I have color borders around first section, “Languages & Software” and a color border around the paragr inside it…
(in real situation hide and show sections dynamically under those three headers, that’s why headers are links, but made them all visible here since this is just for testing…)
first-child only targets an element if it is the first child in a parent element. As in there’s no previous siblings before it.
The only thing you can target out of these elements with first-child is the very first link at the top.
The first-child within <body class=“skills”> is <a name="top>. It is the topmost element within <body class=“skills”>. first-child = topmost inner element.
<div class=“wrapper”> may be the first of a series of <div class=“wrapper”>s, but it is not the first-child.
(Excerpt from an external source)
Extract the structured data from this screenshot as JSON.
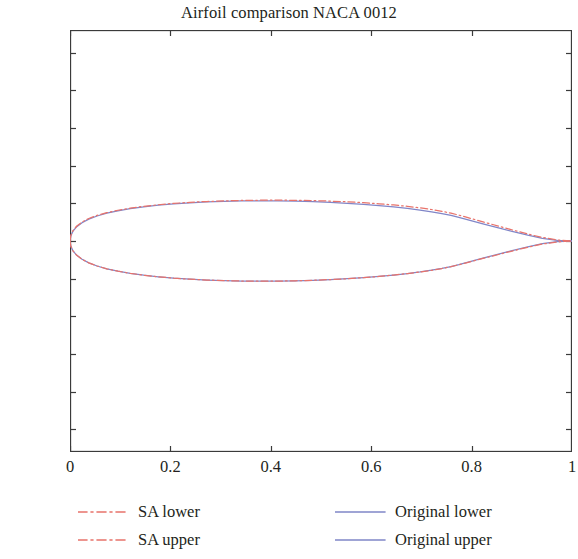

It is not the topmost inner element. To target the first <div class=“wrapper”> you can use one of the other aforementioned methods (none of which were “first-child”).
Ralph’s recommendation of the adjacent sibling selector is probably the best since it is IE8 friendly.
nth-child(1) will not work for the same reason that first-child will not work.
nth-child(5) should work because the first <div class="wrapper> is the fifth child in <body class=“skills”>
yes I know I can add a class… I just thought that with CSS3 we wouldn’t need to add so many classes anymore, because we now have these first/last-child & nth-child selectors (esp for mobile, where browser support is not an issue…) still don’t get why this doesn’t work…
so what’s the point of those selectors then, if they don’t always work… (they work for me only sometimes… for ex something like
div p:last-child
will work, but not example I posted here… I just don’t get this…
Because this isn’t Stack Overflow. Replies are ordered according to when they were posted.
ronpat gave you a very clear explanation of where you are going wrong, with an example of how nth child needs to be used for your example. Make sure to read all replies since your last one.